You can visit her at http://www.authorjessicacale.com. Her first novel, Tyburn, won the Gayle Wilson Award of Excellence in the Historical Category for 2015. You can find both Tyburn and Virtue’s Lady here.

4 comments:

Charles Gramlich said...

Beautiful cover. Love those blues.

authorjessicacale said...

Thank you! The artist did a great job. :-)

Shauna Roberts said...

CHARLES, I agree! What a wonderful blue.

JESSICA, thanks again for your guest post. After thinking about your post, I realized that the working-class traits that make your historical hero a hero are the same traits that appeal to women in contemporary romances about cowboys, police, firemen, military men, and men in other such jobs. I wonder why the difference? The much lower standard of living of working-class people in the past? Do you have an opinion?

authorjessicacale said...

You're absolutely right! So many of the traits are those that are seen as ideal today (in contemporary romance and real life), but I think people have a hard time imagining the lower classes in history, just because there's not so much written about them. Even in school, you get given this view of peasants or serfs as a single entity with a collective consciousness, and that's just bizarre to me. I think the preference for wealthy and titled heroes in historicals is mainly just an extension of the contemporary hero archetypes romances have been relying on for years -- the millionaire, the billionaire, the Prince, Sheikh, rich boss, etc -- that are more about wish-fulfillment. That's fine, and there's a place for that, but I don't want to see the poor or the marginalized left out of history OR romance.

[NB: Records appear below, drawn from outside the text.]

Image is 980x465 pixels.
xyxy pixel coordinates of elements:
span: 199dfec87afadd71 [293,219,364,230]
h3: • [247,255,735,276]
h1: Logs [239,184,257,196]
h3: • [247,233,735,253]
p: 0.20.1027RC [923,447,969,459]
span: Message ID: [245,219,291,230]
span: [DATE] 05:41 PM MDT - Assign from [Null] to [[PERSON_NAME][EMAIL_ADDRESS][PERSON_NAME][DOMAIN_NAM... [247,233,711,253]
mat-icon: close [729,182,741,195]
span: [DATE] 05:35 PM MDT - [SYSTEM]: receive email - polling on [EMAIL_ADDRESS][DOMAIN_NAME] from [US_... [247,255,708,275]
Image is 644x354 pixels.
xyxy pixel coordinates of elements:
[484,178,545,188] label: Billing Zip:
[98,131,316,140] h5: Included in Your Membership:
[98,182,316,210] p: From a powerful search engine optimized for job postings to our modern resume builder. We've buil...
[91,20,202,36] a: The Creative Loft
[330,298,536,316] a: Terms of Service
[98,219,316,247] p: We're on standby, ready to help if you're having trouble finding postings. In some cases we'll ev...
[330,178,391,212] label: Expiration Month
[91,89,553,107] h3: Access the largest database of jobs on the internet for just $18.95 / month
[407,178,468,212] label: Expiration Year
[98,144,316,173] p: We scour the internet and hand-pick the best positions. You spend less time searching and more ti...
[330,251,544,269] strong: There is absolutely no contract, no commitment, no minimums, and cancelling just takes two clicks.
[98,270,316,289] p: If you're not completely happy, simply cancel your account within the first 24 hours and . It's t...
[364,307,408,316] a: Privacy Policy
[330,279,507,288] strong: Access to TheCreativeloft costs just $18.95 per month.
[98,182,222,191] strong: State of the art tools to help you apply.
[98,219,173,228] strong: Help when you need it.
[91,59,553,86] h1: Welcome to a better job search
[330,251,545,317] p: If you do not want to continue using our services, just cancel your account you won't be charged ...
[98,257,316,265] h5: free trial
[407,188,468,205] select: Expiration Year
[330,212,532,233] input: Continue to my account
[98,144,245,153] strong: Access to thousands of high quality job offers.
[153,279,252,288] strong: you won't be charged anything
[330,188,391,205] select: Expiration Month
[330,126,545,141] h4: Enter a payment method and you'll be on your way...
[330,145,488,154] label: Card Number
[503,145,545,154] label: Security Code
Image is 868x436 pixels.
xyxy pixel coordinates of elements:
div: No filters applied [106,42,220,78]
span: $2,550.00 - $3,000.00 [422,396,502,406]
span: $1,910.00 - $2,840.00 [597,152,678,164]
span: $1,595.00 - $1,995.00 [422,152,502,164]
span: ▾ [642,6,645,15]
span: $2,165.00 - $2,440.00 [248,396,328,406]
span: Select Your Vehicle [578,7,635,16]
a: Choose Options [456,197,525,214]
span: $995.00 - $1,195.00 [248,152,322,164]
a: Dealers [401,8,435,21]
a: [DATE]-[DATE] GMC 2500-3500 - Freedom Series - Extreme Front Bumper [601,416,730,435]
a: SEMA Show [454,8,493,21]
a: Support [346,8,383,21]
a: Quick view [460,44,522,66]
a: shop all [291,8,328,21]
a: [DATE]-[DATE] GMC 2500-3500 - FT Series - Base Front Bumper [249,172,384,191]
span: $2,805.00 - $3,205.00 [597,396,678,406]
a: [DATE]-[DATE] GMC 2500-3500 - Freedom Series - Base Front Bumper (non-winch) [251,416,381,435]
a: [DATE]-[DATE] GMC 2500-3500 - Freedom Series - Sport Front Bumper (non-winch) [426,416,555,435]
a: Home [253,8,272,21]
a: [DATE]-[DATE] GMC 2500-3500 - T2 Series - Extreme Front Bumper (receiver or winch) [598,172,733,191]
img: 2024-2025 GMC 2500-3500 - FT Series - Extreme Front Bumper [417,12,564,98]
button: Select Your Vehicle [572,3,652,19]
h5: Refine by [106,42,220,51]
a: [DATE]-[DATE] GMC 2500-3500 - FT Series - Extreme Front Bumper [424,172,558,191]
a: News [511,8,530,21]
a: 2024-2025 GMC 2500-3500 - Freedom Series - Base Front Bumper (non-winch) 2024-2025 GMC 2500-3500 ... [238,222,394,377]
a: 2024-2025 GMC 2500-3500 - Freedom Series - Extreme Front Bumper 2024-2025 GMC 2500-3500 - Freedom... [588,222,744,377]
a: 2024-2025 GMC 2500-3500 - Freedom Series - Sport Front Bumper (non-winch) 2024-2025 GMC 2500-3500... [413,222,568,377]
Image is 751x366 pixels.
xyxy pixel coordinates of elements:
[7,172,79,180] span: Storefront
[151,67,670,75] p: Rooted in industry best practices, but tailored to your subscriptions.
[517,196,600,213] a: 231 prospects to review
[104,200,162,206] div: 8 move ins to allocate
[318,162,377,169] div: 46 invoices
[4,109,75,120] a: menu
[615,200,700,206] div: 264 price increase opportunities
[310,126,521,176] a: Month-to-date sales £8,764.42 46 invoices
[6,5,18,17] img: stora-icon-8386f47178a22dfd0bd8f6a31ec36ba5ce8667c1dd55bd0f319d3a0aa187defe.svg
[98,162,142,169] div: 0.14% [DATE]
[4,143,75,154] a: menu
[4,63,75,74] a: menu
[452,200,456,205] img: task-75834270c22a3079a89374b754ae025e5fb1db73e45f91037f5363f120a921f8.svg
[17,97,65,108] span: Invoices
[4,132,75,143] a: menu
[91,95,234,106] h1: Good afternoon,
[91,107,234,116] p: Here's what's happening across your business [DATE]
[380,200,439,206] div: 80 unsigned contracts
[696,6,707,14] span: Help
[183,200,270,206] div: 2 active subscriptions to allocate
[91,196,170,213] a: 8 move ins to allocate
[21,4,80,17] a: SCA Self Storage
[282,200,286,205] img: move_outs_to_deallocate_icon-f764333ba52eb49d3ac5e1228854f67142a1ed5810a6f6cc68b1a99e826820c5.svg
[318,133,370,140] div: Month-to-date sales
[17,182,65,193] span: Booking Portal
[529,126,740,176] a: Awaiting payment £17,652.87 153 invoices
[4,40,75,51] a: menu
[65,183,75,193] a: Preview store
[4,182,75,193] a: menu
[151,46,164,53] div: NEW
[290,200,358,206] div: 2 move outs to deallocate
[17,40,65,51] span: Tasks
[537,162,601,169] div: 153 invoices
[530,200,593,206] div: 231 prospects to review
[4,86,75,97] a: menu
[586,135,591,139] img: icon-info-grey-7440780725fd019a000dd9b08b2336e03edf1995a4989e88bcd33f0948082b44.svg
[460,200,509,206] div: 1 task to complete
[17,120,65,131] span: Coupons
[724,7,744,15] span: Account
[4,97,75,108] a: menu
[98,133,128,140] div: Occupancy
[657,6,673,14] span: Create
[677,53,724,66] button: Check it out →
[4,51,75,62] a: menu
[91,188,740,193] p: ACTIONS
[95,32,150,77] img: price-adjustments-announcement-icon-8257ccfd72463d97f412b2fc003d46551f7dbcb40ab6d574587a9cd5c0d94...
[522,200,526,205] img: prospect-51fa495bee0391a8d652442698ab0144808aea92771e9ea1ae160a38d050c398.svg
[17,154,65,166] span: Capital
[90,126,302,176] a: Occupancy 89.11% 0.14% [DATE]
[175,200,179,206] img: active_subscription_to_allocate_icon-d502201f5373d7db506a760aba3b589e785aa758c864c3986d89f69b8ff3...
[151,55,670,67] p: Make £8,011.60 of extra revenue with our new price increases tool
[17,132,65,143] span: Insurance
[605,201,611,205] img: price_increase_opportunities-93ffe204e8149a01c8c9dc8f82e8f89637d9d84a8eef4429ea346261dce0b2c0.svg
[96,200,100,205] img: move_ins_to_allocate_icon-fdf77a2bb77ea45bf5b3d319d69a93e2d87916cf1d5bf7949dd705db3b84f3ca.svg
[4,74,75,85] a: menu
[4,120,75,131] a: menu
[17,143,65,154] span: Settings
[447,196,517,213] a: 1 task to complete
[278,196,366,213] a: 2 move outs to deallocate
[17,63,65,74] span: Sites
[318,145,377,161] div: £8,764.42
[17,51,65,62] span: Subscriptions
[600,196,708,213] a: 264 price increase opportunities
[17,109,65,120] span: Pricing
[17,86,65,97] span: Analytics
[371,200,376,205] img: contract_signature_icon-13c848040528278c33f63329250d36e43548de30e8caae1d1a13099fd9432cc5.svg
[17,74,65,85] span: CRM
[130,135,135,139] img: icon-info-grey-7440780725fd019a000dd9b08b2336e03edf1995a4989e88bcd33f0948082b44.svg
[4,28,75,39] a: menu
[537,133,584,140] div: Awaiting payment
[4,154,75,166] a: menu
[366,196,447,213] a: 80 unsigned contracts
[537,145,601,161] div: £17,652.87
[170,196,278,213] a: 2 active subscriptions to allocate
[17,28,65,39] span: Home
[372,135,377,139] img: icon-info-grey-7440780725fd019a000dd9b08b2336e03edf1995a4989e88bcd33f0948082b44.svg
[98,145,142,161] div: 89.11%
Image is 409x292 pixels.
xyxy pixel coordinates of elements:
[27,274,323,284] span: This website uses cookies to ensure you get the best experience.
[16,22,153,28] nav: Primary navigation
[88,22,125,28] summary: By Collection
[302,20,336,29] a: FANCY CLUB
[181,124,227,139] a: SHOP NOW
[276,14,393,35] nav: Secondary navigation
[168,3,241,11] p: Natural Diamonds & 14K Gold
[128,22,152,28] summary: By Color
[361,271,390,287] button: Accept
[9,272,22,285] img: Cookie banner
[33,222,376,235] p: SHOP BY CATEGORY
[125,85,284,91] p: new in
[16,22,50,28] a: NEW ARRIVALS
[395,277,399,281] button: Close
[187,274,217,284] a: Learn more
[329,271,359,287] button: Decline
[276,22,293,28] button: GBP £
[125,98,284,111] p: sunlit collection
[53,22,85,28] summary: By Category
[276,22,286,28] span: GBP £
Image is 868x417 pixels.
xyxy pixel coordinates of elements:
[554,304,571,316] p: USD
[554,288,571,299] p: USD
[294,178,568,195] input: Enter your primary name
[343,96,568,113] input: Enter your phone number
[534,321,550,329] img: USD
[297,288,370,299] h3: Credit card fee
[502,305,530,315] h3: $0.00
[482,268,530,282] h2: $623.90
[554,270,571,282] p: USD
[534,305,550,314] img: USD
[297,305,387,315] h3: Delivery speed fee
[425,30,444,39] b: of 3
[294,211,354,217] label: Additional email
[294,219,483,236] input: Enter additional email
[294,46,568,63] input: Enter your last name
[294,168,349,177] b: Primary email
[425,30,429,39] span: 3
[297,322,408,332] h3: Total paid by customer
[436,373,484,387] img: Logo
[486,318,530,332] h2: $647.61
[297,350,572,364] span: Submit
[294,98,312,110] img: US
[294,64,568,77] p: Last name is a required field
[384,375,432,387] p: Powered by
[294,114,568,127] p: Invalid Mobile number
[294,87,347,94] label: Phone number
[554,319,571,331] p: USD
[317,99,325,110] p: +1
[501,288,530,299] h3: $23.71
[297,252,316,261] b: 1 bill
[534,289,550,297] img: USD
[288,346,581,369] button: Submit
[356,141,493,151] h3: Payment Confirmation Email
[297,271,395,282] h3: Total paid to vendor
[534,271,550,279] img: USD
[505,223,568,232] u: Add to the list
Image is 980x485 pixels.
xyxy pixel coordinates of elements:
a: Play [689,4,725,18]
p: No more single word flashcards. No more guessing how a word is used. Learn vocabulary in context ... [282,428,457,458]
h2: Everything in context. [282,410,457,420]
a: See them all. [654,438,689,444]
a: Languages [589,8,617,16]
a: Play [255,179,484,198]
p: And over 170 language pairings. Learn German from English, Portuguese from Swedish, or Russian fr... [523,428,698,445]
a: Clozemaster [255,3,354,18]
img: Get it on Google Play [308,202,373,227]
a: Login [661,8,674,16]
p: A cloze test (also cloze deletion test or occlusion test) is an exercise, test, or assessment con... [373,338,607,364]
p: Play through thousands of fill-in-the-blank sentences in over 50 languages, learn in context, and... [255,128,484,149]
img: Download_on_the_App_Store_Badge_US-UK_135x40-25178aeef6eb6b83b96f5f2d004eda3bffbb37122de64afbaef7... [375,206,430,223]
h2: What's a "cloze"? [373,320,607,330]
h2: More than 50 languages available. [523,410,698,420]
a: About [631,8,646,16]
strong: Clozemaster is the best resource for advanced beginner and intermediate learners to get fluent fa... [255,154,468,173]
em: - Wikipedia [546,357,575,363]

The trouble is that they really have been. It's harder to research the lower classes, and it can be incredibly depressing, especially when you get into mortality rates. The standard of living was a lot lower, but in this series, I'm trying to show that that's not without its romance. What's more romantic than a man giving someone literally everything he has?

I would love to see more diverse heroes in historical romance. Just because you mainly read about the great and the wealthy in history books, doesn't mean the others weren't there. They had dreams, loves, and opinions of their own, so I think they should have their own adventures, too.